Just a few days ago, Mumford and Sons delighted fans with the announcement of their forthcoming third album, Wilder Mind. With that news, they revealed that it would be a departure in sound, featuring more drums and electric guitar and less of their signature banjo. The band’s Ben Lovett attributes much of that change to working with the National’s Aaron Dessner at his Brooklyn studios.

“We met Aaron touring around, just on the circuit,” Lovett told NME. “We’ve been huge fans of the National for ages. All of us, individually have got a very personal attachment to their music. We ended up being complete super fans. After meeting, Aaron said, ‘Come to my garage in Brooklyn and we’ll make some music.’ It was quite innocent really.”

The English folk-rock outfit then took the songs they recorded with Dessner to producer James Ford in London.

“We didn’t lock ourselves away,” Lovett said. “We’d find ourselves doing a week here, a week there. If I added it up it’d be five weeks, but it was really scattered.”

“We got to a point where we had an idea of what the record was going to be,” he continued. “We had an identity. Some of the songs suddenly felt like they had to be on the record, instead of just being songs that we liked. It’s quite a spectrum of different sounds and songwriting styles.”

Wilder Mind will arrive May 4 via Glassnote Records. It follows Mumford and Sons’ 2009 debut, Sigh No More, and 2012’s Babel.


§ **EXERCISE INSTRUCTIONS**
Repeat the line that contains "This is a 1024 ×" exactly, along with each following line up to and including the last line of the entries.

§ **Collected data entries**
-------------------------

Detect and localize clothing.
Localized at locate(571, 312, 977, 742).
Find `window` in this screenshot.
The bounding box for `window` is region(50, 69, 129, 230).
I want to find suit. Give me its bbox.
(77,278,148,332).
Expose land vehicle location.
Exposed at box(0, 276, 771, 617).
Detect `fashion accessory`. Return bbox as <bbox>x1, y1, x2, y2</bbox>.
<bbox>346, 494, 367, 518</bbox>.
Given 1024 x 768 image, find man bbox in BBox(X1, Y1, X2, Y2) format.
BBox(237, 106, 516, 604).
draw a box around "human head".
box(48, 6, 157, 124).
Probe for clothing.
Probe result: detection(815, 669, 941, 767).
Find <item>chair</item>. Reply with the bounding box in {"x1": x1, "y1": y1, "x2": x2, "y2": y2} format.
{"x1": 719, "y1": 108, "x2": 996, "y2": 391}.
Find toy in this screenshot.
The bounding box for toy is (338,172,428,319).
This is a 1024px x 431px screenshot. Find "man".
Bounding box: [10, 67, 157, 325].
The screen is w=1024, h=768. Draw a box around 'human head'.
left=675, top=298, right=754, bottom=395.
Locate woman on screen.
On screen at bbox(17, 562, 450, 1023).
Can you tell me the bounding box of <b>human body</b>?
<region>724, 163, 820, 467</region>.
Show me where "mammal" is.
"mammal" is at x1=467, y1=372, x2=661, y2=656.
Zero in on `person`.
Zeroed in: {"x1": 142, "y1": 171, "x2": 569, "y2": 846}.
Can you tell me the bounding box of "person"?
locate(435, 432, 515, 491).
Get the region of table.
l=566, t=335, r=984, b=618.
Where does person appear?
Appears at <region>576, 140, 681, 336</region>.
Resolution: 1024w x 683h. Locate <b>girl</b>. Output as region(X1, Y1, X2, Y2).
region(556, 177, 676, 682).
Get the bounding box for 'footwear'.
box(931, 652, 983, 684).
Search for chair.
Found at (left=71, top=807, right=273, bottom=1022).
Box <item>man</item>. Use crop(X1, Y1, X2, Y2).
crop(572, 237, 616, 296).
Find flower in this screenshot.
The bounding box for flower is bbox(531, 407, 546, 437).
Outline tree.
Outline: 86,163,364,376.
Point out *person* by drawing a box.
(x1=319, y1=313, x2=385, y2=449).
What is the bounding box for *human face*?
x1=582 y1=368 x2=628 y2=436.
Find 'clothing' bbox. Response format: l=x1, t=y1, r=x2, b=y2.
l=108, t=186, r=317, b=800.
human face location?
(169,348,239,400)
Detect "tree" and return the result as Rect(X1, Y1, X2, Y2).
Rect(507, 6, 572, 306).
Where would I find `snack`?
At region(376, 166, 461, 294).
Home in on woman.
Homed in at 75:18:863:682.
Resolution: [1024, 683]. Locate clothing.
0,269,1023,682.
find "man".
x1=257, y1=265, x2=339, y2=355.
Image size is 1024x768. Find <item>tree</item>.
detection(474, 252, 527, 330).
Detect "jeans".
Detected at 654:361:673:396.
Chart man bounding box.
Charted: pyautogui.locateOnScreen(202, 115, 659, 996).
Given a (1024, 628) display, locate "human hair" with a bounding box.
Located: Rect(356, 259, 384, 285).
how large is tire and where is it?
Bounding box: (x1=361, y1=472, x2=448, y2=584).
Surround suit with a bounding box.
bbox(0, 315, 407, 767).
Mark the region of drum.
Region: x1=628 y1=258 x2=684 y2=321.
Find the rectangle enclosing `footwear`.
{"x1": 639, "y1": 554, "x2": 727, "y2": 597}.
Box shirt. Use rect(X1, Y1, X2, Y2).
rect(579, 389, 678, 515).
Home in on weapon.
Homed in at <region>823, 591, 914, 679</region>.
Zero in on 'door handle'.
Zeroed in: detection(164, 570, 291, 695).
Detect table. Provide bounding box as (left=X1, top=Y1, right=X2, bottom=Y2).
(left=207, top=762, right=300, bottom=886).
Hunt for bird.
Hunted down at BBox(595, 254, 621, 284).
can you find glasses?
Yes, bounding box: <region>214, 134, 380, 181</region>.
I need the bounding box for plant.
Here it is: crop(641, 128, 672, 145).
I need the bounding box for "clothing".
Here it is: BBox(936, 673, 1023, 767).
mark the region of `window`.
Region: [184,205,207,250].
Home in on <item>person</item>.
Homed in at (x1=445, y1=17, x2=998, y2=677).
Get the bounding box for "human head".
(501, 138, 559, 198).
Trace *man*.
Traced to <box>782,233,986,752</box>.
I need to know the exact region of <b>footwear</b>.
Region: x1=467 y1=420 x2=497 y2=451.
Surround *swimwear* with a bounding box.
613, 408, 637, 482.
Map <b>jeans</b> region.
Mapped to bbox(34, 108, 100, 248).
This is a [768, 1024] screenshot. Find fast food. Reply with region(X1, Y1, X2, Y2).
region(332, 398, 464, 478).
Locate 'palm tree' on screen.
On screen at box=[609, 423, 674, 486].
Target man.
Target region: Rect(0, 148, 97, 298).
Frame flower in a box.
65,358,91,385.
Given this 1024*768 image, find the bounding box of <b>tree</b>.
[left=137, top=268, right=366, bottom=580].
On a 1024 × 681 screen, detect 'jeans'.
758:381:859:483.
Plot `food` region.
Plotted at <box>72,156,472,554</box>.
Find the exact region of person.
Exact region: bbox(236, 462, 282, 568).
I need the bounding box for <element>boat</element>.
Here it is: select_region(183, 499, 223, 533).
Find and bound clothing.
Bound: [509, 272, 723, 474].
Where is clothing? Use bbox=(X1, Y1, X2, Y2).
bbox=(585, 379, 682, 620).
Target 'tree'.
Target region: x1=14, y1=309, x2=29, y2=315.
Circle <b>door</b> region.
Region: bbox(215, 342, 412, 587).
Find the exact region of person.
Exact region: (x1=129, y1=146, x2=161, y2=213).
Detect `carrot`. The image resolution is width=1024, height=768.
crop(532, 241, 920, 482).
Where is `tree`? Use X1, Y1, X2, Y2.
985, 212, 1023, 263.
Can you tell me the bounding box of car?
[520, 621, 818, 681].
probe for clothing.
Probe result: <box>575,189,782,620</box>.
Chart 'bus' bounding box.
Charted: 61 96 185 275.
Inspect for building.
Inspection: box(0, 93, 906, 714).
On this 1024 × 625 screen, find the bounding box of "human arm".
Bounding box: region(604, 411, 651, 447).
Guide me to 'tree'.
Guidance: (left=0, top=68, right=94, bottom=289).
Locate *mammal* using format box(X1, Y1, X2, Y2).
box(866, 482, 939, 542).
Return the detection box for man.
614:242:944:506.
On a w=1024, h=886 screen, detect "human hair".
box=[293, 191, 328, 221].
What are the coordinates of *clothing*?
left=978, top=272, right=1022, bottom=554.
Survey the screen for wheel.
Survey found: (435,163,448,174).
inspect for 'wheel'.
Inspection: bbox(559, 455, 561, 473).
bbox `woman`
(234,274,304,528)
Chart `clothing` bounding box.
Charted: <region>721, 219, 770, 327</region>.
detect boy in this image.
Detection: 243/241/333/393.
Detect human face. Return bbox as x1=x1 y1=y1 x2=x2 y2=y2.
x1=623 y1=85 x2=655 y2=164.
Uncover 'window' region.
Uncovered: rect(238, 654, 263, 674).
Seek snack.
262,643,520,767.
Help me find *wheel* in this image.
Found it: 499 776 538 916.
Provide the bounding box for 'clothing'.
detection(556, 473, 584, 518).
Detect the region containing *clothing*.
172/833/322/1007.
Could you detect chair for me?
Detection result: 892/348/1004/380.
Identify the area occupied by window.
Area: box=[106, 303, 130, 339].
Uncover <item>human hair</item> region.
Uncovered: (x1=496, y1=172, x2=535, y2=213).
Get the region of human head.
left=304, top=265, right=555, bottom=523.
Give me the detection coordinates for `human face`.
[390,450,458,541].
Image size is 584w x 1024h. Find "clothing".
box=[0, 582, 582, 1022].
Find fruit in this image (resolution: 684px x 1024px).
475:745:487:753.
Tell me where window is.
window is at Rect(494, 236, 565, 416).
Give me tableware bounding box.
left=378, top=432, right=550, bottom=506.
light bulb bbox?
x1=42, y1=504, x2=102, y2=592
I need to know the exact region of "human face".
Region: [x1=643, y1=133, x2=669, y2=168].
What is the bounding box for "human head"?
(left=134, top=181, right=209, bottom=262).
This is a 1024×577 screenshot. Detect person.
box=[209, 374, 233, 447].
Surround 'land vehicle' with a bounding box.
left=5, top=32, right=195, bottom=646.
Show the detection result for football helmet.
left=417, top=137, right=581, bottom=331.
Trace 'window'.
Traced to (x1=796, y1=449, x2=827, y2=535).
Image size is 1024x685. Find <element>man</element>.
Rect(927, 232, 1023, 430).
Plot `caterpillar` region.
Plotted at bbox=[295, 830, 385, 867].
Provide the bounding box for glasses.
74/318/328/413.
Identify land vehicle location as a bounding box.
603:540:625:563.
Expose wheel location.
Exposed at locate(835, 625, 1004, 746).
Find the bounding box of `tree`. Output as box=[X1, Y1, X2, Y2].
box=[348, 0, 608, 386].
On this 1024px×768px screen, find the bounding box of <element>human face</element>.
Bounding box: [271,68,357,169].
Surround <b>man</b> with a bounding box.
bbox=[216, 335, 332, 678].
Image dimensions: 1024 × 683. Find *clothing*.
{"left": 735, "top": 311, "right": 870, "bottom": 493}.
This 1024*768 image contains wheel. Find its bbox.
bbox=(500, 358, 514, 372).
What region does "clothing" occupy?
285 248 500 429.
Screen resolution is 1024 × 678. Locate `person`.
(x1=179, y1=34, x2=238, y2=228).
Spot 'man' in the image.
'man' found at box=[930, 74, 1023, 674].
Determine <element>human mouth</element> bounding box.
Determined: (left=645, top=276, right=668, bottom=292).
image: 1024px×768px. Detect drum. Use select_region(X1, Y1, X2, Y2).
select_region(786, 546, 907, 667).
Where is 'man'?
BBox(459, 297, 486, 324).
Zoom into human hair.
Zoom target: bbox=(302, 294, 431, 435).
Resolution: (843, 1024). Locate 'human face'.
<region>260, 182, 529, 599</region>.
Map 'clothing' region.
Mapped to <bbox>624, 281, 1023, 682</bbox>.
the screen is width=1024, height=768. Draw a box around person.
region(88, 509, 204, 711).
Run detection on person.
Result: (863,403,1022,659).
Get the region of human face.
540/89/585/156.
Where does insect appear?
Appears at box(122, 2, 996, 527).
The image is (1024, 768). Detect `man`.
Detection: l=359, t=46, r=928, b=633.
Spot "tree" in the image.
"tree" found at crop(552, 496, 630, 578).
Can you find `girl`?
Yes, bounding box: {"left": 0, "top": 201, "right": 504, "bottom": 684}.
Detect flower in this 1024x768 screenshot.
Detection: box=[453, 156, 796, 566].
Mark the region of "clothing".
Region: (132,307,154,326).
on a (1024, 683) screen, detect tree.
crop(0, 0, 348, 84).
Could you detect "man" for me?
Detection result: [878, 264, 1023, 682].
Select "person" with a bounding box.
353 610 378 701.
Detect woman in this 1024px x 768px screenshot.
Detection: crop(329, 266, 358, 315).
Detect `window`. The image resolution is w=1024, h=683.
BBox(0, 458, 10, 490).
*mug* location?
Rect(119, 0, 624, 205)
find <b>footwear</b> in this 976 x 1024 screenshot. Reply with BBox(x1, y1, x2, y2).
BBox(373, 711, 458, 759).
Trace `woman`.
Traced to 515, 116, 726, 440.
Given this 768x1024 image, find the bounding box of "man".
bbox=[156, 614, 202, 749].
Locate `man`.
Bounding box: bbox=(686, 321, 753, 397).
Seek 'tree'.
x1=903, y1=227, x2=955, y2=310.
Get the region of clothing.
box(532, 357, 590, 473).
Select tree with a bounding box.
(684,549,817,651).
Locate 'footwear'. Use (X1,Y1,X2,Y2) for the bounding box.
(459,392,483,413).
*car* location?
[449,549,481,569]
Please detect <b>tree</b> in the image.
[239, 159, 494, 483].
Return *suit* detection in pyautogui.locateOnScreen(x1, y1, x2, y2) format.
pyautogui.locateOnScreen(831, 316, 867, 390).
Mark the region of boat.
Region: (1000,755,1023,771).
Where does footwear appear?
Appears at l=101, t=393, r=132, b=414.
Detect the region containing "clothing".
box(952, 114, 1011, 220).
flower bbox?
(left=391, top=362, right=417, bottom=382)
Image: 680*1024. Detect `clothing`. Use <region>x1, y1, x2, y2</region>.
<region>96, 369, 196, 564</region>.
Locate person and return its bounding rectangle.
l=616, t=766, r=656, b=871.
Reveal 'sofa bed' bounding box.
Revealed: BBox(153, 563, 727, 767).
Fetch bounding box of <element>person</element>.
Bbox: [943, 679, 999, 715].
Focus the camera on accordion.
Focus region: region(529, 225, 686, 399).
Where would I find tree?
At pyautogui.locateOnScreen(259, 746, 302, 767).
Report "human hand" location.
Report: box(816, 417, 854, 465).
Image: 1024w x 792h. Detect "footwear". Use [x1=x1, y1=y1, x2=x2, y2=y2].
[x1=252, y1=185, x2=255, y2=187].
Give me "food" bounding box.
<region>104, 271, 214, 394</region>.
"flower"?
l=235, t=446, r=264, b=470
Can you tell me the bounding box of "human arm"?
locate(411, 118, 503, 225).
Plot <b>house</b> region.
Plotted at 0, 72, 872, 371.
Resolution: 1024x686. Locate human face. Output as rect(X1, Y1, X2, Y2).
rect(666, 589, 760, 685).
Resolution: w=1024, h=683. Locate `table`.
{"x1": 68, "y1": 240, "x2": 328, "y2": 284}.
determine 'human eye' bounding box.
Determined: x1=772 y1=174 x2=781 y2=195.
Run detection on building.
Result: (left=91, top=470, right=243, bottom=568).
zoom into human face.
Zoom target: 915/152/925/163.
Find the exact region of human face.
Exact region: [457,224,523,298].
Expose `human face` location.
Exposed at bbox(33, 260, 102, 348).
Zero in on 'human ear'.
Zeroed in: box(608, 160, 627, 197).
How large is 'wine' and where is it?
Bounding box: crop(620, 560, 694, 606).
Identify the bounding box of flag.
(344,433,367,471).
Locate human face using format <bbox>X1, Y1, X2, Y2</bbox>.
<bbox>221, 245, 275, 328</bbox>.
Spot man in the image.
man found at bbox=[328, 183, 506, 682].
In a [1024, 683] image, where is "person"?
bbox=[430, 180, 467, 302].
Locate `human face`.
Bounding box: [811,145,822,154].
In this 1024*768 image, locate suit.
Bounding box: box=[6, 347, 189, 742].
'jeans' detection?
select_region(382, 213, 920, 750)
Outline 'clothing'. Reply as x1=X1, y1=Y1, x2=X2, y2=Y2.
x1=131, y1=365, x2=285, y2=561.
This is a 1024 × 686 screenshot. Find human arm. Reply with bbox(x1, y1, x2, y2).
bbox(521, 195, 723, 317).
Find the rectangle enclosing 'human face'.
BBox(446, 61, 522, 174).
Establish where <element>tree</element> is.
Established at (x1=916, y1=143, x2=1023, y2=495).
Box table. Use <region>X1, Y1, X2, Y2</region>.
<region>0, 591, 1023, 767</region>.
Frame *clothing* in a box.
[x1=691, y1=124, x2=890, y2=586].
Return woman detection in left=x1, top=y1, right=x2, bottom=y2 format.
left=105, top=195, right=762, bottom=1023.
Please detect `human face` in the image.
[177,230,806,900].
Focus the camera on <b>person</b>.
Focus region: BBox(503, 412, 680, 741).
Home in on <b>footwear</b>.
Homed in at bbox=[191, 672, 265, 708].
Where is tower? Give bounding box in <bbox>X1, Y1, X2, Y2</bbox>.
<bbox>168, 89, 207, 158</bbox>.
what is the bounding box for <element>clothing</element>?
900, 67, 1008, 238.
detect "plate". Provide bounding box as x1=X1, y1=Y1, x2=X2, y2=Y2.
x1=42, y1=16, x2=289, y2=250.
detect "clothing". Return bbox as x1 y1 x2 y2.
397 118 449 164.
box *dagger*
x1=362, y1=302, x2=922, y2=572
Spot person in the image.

-------------------------

§ **FINAL ANSWER**
This is a 1024 × 686 screenshot. Find human arm. Reply with bbox(x1, y1, x2, y2).
bbox(521, 195, 723, 317).
Find the rectangle enclosing 'human face'.
BBox(446, 61, 522, 174).
Establish where <element>tree</element> is.
Established at (x1=916, y1=143, x2=1023, y2=495).
Box table. Use <region>X1, Y1, X2, Y2</region>.
<region>0, 591, 1023, 767</region>.
Frame *clothing* in a box.
[x1=691, y1=124, x2=890, y2=586].
Return woman detection in left=x1, top=y1, right=x2, bottom=y2 format.
left=105, top=195, right=762, bottom=1023.
Please detect `human face` in the image.
[177,230,806,900].
Focus the camera on <b>person</b>.
Focus region: BBox(503, 412, 680, 741).
Home in on <b>footwear</b>.
Homed in at bbox=[191, 672, 265, 708].
Where is tower? Give bounding box in <bbox>X1, Y1, X2, Y2</bbox>.
<bbox>168, 89, 207, 158</bbox>.
what is the bounding box for <element>clothing</element>?
900, 67, 1008, 238.
detect "plate". Provide bounding box as x1=X1, y1=Y1, x2=X2, y2=Y2.
x1=42, y1=16, x2=289, y2=250.
detect "clothing". Return bbox as x1 y1 x2 y2.
397 118 449 164.
box *dagger*
x1=362, y1=302, x2=922, y2=572
Spot person in the image.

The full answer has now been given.